He stared up at the ceiling, unable to look at her for this conversation.
“I have been selfish in dealing with this.”
She remained silent, knowing his pauses were always pregnant when it came to her. Atharva smiled. A few years with someone could make such a difference. That they started to become so aware of you, your life, your needs, your mannerisms. Sometimes more than you yourself were.
“I went back and forth inside my own head, trying to come to terms with the fact that you did not leaveme. And in doing so, I couldn’t give you the affection that you clearly needed from me.”
She still did not utter a word. And so he went on.
“I was there for you, but not in the way you needed me. All of me. At first, I thought everything was new, your body needed to heal just as much as your soul. But then… I never took any steps towards you because I was scared I would feel or say or do something cutting again and it would undo so much of what has gone forward between us. I was scared, and hesitant, and wrong in not…” his breath gave away. He swallowed the ball of saliva, suddenly pierced by the thought that his wife, the mother of his son, the woman he had loved, revered and seen as the only focal point of a blurring world had felt that he did not want to look at her like that again. In hindsight, she had mentioned something to that effect while feeding for the first time. And he had laughed it off.
Her fingers slipped up the column of his neck, to his jaw. The knuckles turned and scraped across his stubble, gently pulling his face down to her.
“If I was not ready to welcome you into my body once and you waited, and that was right, then how is this wrong?”
His eyes fell shut.
“Intimacy of body and soul remains,” her soft, wise voice sounded, close to his eyes. “But sometimes it takes a minute to bring the mind back.”
He felt her mouth on his eyes. Warm, deep, pressing with all the weight of their shared intimacies and tragedies.
“I had a long time to deal with all that was going on inside me,” her forehead fell on his, her nose on the bridge of his nose. He held the feeling of that behind closed eyelids, feeling ecstatic even while they resurrected the memories of the worst days of their life between them. “You were holding Arth close, being a single father to him, handling Kashmir burning up again and searching for me while keeping this secret. Atharva, you cannot always be the man who gives everyone everything.”
“I want to giveyoueverything,” he snapped his eyes open. She rose up enough to meet his eyes — “Whatever you give, for me that is everything.” Her fingers went to his temple, caressing him, sprinkling affection on pain points she knew unravelled parts of him. “My guilt is wide and deep. But if I let it overpower me, then I am losing on what’s right in front of me. We decided to walk out of this jungle together. You are going back, Janab?”
He chuckled. Her gaze went to his mouth, then came back up to his eyes — “What brought this on, though?”
“Mmm?”
“You say you were scared of coming close to me…”
“Not scared, myani zuv,” he rolled his eyes. “I meant skeptical.”
“Wordplay,” she brushed him off. “What changed suddenly for you to not even let me bathe in peace?”
“You had finished bathing.”
“Don’t change the topic. I am two years into you and I can keep track of lost topics with eyes closed.”
“Intome?” His brow cocked up.
“Atharva.”
His mouth pursed. And that look on her face returned. The one that compelled him to cough up his greatest crime in a heartbeat.
“Why didn’t you tell me you… fell into a river?”
Her brows drew together.
“You didn’t tell me everything about your journey to Nagar.”
Her eyes widened, understanding dawning.
“Rahim came today.”
She remained silent. Atharva went on — “He has been coming for weeks and waiting outside the gate for me. I don’t know what made me stop today and listen to him. He said some things. And when I asked him why he was telling me, he said because you wouldn’t.”
“I didn’t hide it from you, Atharva,” Iram sighed. “But there was nothing to tell.”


• _Work required_: This exercise calls for copying every line below that holds the word "page".

• _Exercise inputs_:
▶
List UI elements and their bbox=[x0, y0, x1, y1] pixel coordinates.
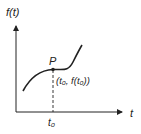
function-graph: f(t) t P (t₀, f(t₀)) t₀ bbox=[0, 0, 141, 134]
y-axis-label: f(t) bbox=[6, 6, 20, 18]
point-p bbox=[51, 68, 55, 72]
x-axis-label: t bbox=[130, 107, 134, 119]
point-label: P bbox=[49, 55, 57, 67]
point-coordinate-label: (t₀, f(t₀)) bbox=[56, 75, 90, 86]
x-tick-label: t₀ bbox=[48, 117, 55, 128]
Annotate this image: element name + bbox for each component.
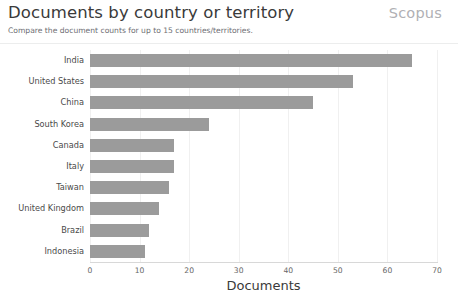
page-subtitle: Compare the document counts for up to 15… [8,26,253,35]
category-label: Canada [53,138,84,152]
bar-rows: IndiaUnited StatesChinaSouth KoreaCanada… [90,50,437,262]
bar-row[interactable]: China [90,92,437,113]
category-label: United Kingdom [18,201,84,215]
category-label: India [64,53,84,67]
category-label: Taiwan [56,180,84,194]
category-label: Indonesia [44,244,84,258]
bar[interactable] [90,160,174,173]
x-tick-label: 60 [383,266,393,275]
bar[interactable] [90,139,174,152]
bar-row[interactable]: Brazil [90,220,437,241]
x-axis-title: Documents [90,278,437,293]
bar-row[interactable]: South Korea [90,114,437,135]
bar-row[interactable]: Italy [90,156,437,177]
bar-row[interactable]: Taiwan [90,177,437,198]
bar-row[interactable]: Canada [90,135,437,156]
plot-area: IndiaUnited StatesChinaSouth KoreaCanada… [90,50,437,262]
category-label: Brazil [61,223,84,237]
category-label: China [61,95,84,109]
bar-row[interactable]: India [90,50,437,71]
bar-chart: IndiaUnited StatesChinaSouth KoreaCanada… [0,44,458,304]
x-axis-line [90,262,438,263]
bar[interactable] [90,202,159,215]
bar[interactable] [90,96,313,109]
category-label: South Korea [34,117,84,131]
x-tick-label: 0 [88,266,93,275]
x-tick-label: 50 [333,266,343,275]
bar-row[interactable]: United States [90,71,437,92]
x-tick-label: 30 [234,266,244,275]
x-tick-label: 10 [135,266,145,275]
bar-row[interactable]: United Kingdom [90,198,437,219]
bar[interactable] [90,245,145,258]
bar[interactable] [90,54,412,67]
x-tick-label: 40 [283,266,293,275]
scopus-brand-logo: Scopus [389,5,442,21]
bar[interactable] [90,181,169,194]
scopus-documents-by-country-widget: Documents by country or territory Scopus… [0,0,458,304]
page-title: Documents by country or territory [8,3,294,22]
widget-header: Documents by country or territory Scopus… [0,0,458,44]
x-tick-label: 20 [184,266,194,275]
bar[interactable] [90,75,353,88]
category-label: United States [29,74,84,88]
gridline-70 [437,50,438,262]
category-label: Italy [66,159,84,173]
bar-row[interactable]: Indonesia [90,241,437,262]
bar[interactable] [90,224,149,237]
bar[interactable] [90,118,209,131]
x-tick-label: 70 [432,266,442,275]
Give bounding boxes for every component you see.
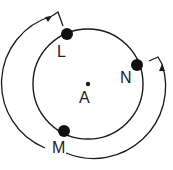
label-N: N	[120, 70, 132, 86]
circle-diagram: L N M A	[0, 0, 173, 170]
label-L: L	[57, 44, 66, 60]
arrow-M-to-N	[66, 64, 166, 159]
center-dot-A	[86, 82, 90, 86]
diagram-svg	[0, 0, 173, 170]
arrow-N-tick	[149, 57, 162, 64]
point-L	[61, 28, 73, 40]
point-N	[131, 59, 143, 71]
point-M	[58, 125, 70, 137]
arrowhead-L-icon	[45, 16, 52, 22]
arrow-M-to-L	[2, 16, 52, 148]
arrow-L-tick	[52, 12, 63, 26]
arrowhead-N-icon	[159, 64, 165, 71]
label-M: M	[52, 140, 65, 156]
label-A: A	[79, 90, 90, 106]
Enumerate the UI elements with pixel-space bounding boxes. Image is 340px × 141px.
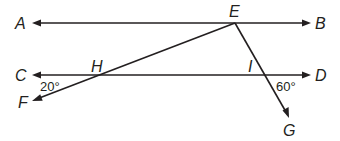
line-ef xyxy=(32,23,235,101)
label-f: F xyxy=(18,94,29,111)
label-d: D xyxy=(315,67,327,84)
label-e: E xyxy=(229,3,240,20)
label-a: A xyxy=(14,15,26,32)
arrowhead-c-icon xyxy=(32,72,41,79)
arrowhead-b-icon xyxy=(302,20,311,27)
line-eg xyxy=(235,23,289,118)
label-b: B xyxy=(315,15,326,32)
line-cd xyxy=(32,72,311,79)
label-c: C xyxy=(15,67,27,84)
arrowhead-f-icon xyxy=(32,94,43,101)
arrowhead-a-icon xyxy=(32,20,41,27)
label-i: I xyxy=(248,58,253,75)
geometry-diagram: A B E C D H I F G 20° 60° xyxy=(0,0,340,141)
arrowhead-d-icon xyxy=(302,72,311,79)
label-h: H xyxy=(91,58,103,75)
label-g: G xyxy=(283,122,295,139)
line-ab xyxy=(32,20,311,27)
angle-label-20: 20° xyxy=(40,79,60,94)
angle-label-60: 60° xyxy=(276,79,296,94)
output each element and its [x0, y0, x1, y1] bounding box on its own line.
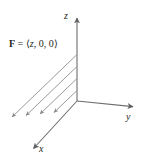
x-axis-label: x [39, 144, 43, 154]
y-axis-line [77, 101, 133, 107]
vector-field-figure: F = ⟨z, 0, 0⟩ z y x [0, 0, 145, 166]
axes-and-vectors-svg [0, 0, 145, 166]
field-equals: = [15, 38, 26, 49]
field-close-bracket: ⟩ [54, 38, 58, 49]
field-equation-label: F = ⟨z, 0, 0⟩ [9, 39, 58, 49]
field-vector-4 [54, 91, 77, 113]
field-vector-1 [12, 55, 77, 118]
field-vector-2 [26, 67, 77, 116]
x-axis-line [34, 101, 78, 149]
z-axis-label: z [64, 11, 68, 21]
y-axis-label: y [126, 112, 130, 122]
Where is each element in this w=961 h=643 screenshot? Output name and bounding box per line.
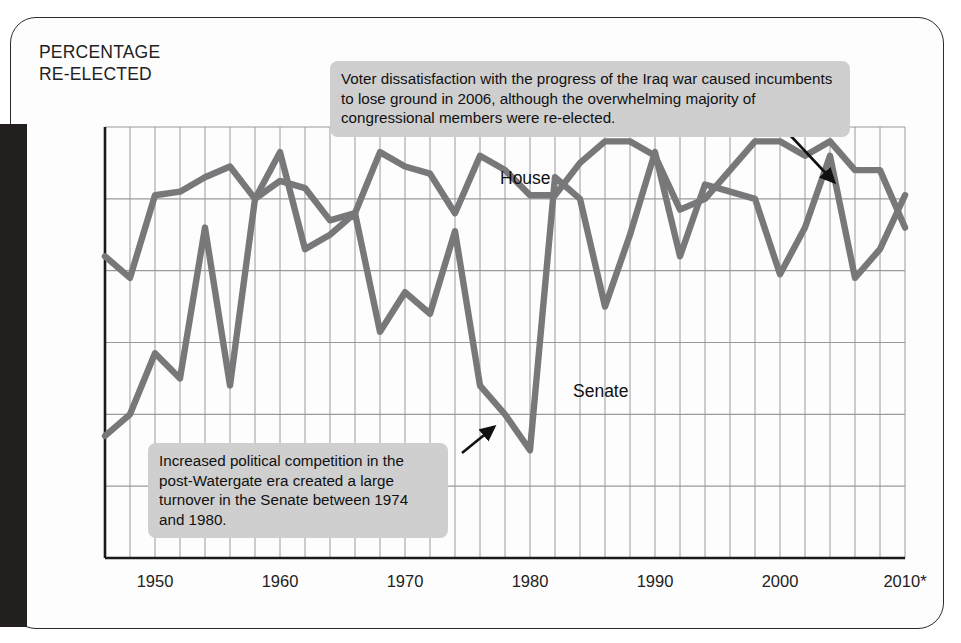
x-tick-label: 1950	[110, 572, 200, 591]
x-tick-label: 1970	[360, 572, 450, 591]
x-tick-label: 2010*	[860, 572, 950, 591]
x-tick-label: 2000	[735, 572, 825, 591]
x-tick-label: 1960	[235, 572, 325, 591]
series-label-house: House	[500, 168, 551, 189]
series-label-senate: Senate	[573, 381, 628, 402]
x-tick-label: 1990	[610, 572, 700, 591]
annotation-watergate: Increased political competition in the p…	[148, 443, 448, 538]
x-tick-label: 1980	[485, 572, 575, 591]
reelection-rate-chart: PERCENTAGE RE-ELECTED 100%90%80%70%60%50…	[0, 0, 961, 643]
page-background: PERCENTAGE RE-ELECTED 100%90%80%70%60%50…	[0, 0, 961, 643]
annotation-iraq-war: Voter dissatisfaction with the progress …	[330, 61, 850, 137]
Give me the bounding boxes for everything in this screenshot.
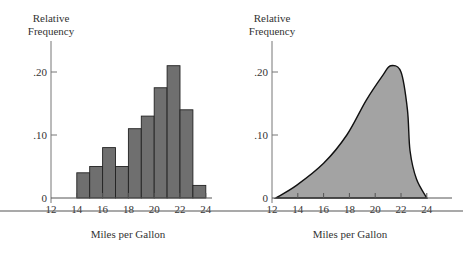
histogram-bars [77,66,206,198]
histogram-bar [141,116,154,198]
histogram-bar [90,167,103,199]
density-area [276,65,427,198]
histogram-chart: Relative Frequency 0.10.20 1214161820222… [28,12,212,240]
histogram-bar [193,185,206,198]
histogram-bar [180,110,193,198]
x-axis-label: Miles per Gallon [91,228,166,240]
histogram-bar [103,148,116,198]
y-axis-label-line1: Relative [254,12,291,24]
y-tick-label: .10 [33,129,47,141]
histogram-bar [167,66,180,198]
y-tick-label: .10 [254,129,268,141]
density-curve-chart: Relative Frequency 0.10.20 1214161820222… [249,12,452,240]
x-tick-label: 22 [396,203,407,215]
x-tick-label: 12 [267,203,278,215]
y-ticks: 0.10.20 [254,66,278,204]
y-tick-label: .20 [33,66,47,78]
y-tick-label: .20 [254,66,268,78]
x-tick-label: 16 [318,203,330,215]
x-tick-label: 12 [46,203,57,215]
histogram-bar [154,88,167,198]
histogram-bar [116,167,129,199]
y-ticks: 0.10.20 [33,66,57,204]
x-tick-label: 20 [149,203,161,215]
histogram-bar [77,173,90,198]
x-tick-label: 14 [292,203,304,215]
x-tick-label: 14 [71,203,83,215]
x-tick-label: 16 [97,203,109,215]
x-tick-label: 20 [370,203,382,215]
histogram-bar [128,129,141,198]
x-tick-label: 24 [421,203,433,215]
y-axis-label-line1: Relative [33,12,70,24]
x-tick-label: 24 [200,203,212,215]
figure: Relative Frequency 0.10.20 1214161820222… [0,0,475,260]
x-tick-label: 22 [175,203,186,215]
x-tick-label: 18 [123,203,135,215]
x-axis-label: Miles per Gallon [313,228,388,240]
x-tick-label: 18 [344,203,356,215]
y-axis-label-line2: Frequency [249,25,296,37]
y-axis-label-line2: Frequency [28,25,75,37]
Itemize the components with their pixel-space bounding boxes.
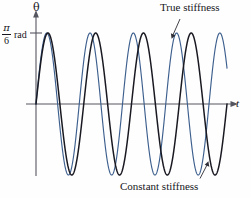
constant-stiffness-annotation: Constant stiffness	[120, 181, 198, 192]
y-axis-label: θ	[33, 2, 40, 13]
fraction-denominator: 6	[3, 36, 10, 46]
fraction-numerator: π	[2, 23, 11, 33]
tick-unit-label: rad	[14, 30, 27, 40]
pi-over-six-fraction: π 6	[2, 23, 11, 46]
oscillation-figure: θ t π 6 rad True stiffness Constant stif…	[0, 0, 251, 198]
constant-stiffness-arrowhead	[205, 161, 210, 167]
plot-canvas	[0, 0, 251, 198]
true-stiffness-annotation: True stiffness	[160, 2, 220, 13]
x-axis-label: t	[236, 98, 239, 109]
y-axis-tick-label: π 6 rad	[2, 23, 27, 46]
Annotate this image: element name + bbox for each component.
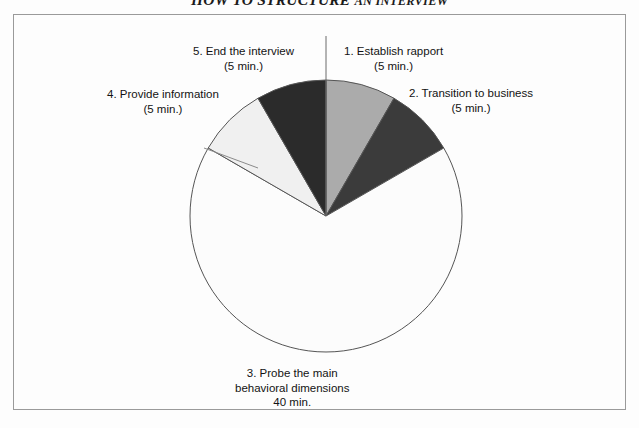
slice-label-1: 1. Establish rapport (5 min.)	[344, 44, 443, 73]
slice-label-2-line2: (5 min.)	[409, 101, 533, 116]
slice-label-4-line1: 4. Provide information	[107, 87, 219, 102]
slice-label-3: 3. Probe the main behavioral dimensions …	[235, 366, 349, 410]
slice-label-5-line1: 5. End the interview	[193, 44, 294, 59]
slice-label-3-line1: 3. Probe the main	[235, 366, 349, 381]
slice-label-5-line2: (5 min.)	[193, 59, 294, 74]
slice-label-1-line2: (5 min.)	[344, 59, 443, 74]
slice-label-4-line2: (5 min.)	[107, 102, 219, 117]
pie-chart	[0, 0, 639, 428]
slice-label-3-line3: 40 min.	[235, 395, 349, 410]
slice-label-1-line1: 1. Establish rapport	[344, 44, 443, 59]
figure-page: HOW TO STRUCTURE AN INTERVIEW 1. Establi…	[0, 0, 639, 428]
slice-label-4: 4. Provide information (5 min.)	[107, 87, 219, 116]
slice-label-5: 5. End the interview (5 min.)	[193, 44, 294, 73]
slice-label-2: 2. Transition to business (5 min.)	[409, 86, 533, 115]
slice-label-2-line1: 2. Transition to business	[409, 86, 533, 101]
slice-label-3-line2: behavioral dimensions	[235, 381, 349, 396]
pie-chart-canvas	[0, 0, 639, 428]
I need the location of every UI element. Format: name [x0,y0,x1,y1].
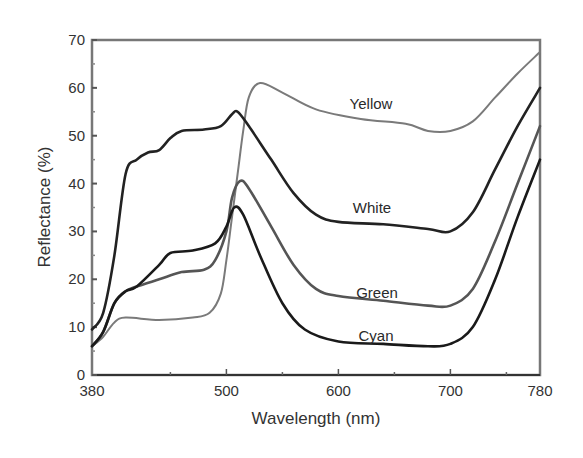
series-line-yellow [92,52,540,346]
y-tick-label: 60 [68,79,85,96]
y-tick-label: 0 [77,366,85,383]
y-tick-label: 40 [68,175,85,192]
x-axis-ticks: 380500600700780 [79,369,552,399]
x-axis-title: Wavelength (nm) [252,409,381,428]
label-cyan: Cyan [358,327,393,344]
x-tick-label: 500 [214,382,239,399]
label-green: Green [356,284,398,301]
y-tick-label: 20 [68,270,85,287]
series-line-cyan [92,160,540,347]
series-line-white [92,88,540,330]
y-tick-label: 70 [68,31,85,48]
series-line-green [92,126,540,346]
reflectance-chart: 010203040506070 380500600700780 Yellow W… [0,0,583,458]
y-tick-label: 10 [68,318,85,335]
x-tick-label: 780 [527,382,552,399]
label-yellow: Yellow [350,95,393,112]
y-axis-title: Reflectance (%) [35,147,54,268]
y-tick-label: 30 [68,222,85,239]
label-white: White [353,199,391,216]
x-tick-label: 600 [326,382,351,399]
plot-frame [92,40,540,375]
x-tick-label: 380 [79,382,104,399]
x-tick-label: 700 [438,382,463,399]
y-tick-label: 50 [68,127,85,144]
series-lines [92,52,540,346]
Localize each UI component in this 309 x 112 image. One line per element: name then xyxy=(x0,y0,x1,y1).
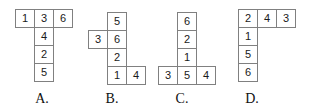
cell-d-6: 6 xyxy=(238,63,258,82)
cell-d-1: 1 xyxy=(238,27,258,46)
option-label-c: C. xyxy=(167,91,197,107)
option-label-a: A. xyxy=(27,91,57,107)
cell-c-3: 3 xyxy=(158,66,178,85)
cell-b-5: 5 xyxy=(107,12,127,31)
cell-c-4: 4 xyxy=(196,66,216,85)
cell-b-1: 1 xyxy=(107,66,127,85)
cell-a-3: 3 xyxy=(34,9,54,28)
cell-c-1: 1 xyxy=(177,48,197,67)
cell-d-3: 3 xyxy=(276,9,296,28)
cell-a-4: 4 xyxy=(34,27,54,46)
cell-b-2: 2 xyxy=(107,48,127,67)
cell-b-6: 6 xyxy=(107,30,127,49)
cell-a-1: 1 xyxy=(15,9,35,28)
cell-c-6: 6 xyxy=(177,12,197,31)
cell-d-2: 2 xyxy=(238,9,258,28)
option-label-d: D. xyxy=(237,91,267,107)
cell-b-4: 4 xyxy=(126,66,146,85)
option-label-b: B. xyxy=(97,91,127,107)
cell-a-5: 5 xyxy=(34,63,54,82)
cell-d-4: 4 xyxy=(257,9,277,28)
cell-c-5: 5 xyxy=(177,66,197,85)
cell-b-3: 3 xyxy=(88,30,108,49)
cell-c-2: 2 xyxy=(177,30,197,49)
cell-a-2: 2 xyxy=(34,45,54,64)
answer-options-figure: 136425A.536214B.621354C.243156D. xyxy=(0,0,309,112)
cell-d-5: 5 xyxy=(238,45,258,64)
cell-a-6: 6 xyxy=(53,9,73,28)
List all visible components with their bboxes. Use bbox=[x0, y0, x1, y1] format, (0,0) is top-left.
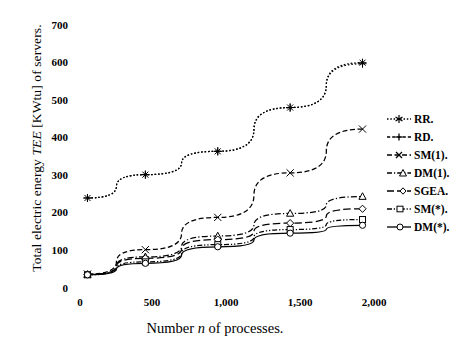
series-line-1 bbox=[87, 64, 362, 198]
legend-item-dm1: DM(1). bbox=[386, 164, 472, 182]
series-marker-4 bbox=[359, 205, 366, 212]
legend-swatch-icon bbox=[386, 183, 412, 199]
legend-swatch-icon bbox=[386, 201, 412, 217]
legend-key-sm1 bbox=[386, 147, 412, 163]
series-marker-6 bbox=[142, 260, 148, 266]
legend-item-rd: RD. bbox=[386, 128, 472, 146]
series-marker-6 bbox=[84, 272, 90, 278]
legend-swatch-icon bbox=[386, 219, 412, 235]
legend-key-dmstar bbox=[386, 219, 412, 235]
series-marker-6 bbox=[359, 222, 365, 228]
series-line-6 bbox=[87, 225, 362, 275]
series-line-0 bbox=[87, 63, 362, 198]
legend-swatch-icon bbox=[386, 147, 412, 163]
legend-item-dmstar: DM(*). bbox=[386, 218, 472, 236]
legend-label-sm1: SM(1). bbox=[412, 149, 448, 161]
legend-key-rd bbox=[386, 129, 412, 145]
legend-swatch-icon bbox=[386, 111, 412, 127]
legend-item-sgea: SGEA. bbox=[386, 182, 472, 200]
legend-label-rd: RD. bbox=[412, 131, 434, 143]
series-marker-5 bbox=[360, 217, 366, 223]
legend-label-rr: RR. bbox=[412, 113, 434, 125]
legend-label-dm1: DM(1). bbox=[412, 167, 449, 179]
series-marker-1 bbox=[359, 60, 367, 68]
chart-legend: RR. RD. SM(1). DM(1). SGEA. SM(*). DM(*)… bbox=[386, 110, 472, 236]
series-marker-4 bbox=[287, 220, 294, 227]
legend-key-sgea bbox=[386, 183, 412, 199]
legend-label-dmstar: DM(*). bbox=[412, 221, 449, 233]
series-line-3 bbox=[87, 197, 362, 275]
legend-swatch-icon bbox=[386, 165, 412, 181]
legend-item-smstar: SM(*). bbox=[386, 200, 472, 218]
series-line-2 bbox=[87, 129, 362, 274]
series-marker-6 bbox=[287, 230, 293, 236]
series-marker-6 bbox=[215, 244, 221, 250]
legend-label-sgea: SGEA. bbox=[412, 185, 448, 197]
legend-key-dm1 bbox=[386, 165, 412, 181]
legend-item-rr: RR. bbox=[386, 110, 472, 128]
legend-swatch-icon bbox=[386, 129, 412, 145]
chart-figure: Total electric energy TEE [KWtu] of serv… bbox=[0, 0, 473, 354]
legend-key-smstar bbox=[386, 201, 412, 217]
legend-item-sm1: SM(1). bbox=[386, 146, 472, 164]
legend-key-rr bbox=[386, 111, 412, 127]
legend-label-smstar: SM(*). bbox=[412, 203, 448, 215]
◀
• _Solution_:
page-subtitle: Compare the document counts for up to 15… [8,26,253,35]
page-title: Documents by country or territory [8,3,294,22]
page-background: PERCENTAGE RE-ELECTED 100%90%80%70%60%50…	[0, 0, 961, 643]
figure-page: HOW TO STRUCTURE AN INTERVIEW 1. Establi…	[0, 0, 639, 428]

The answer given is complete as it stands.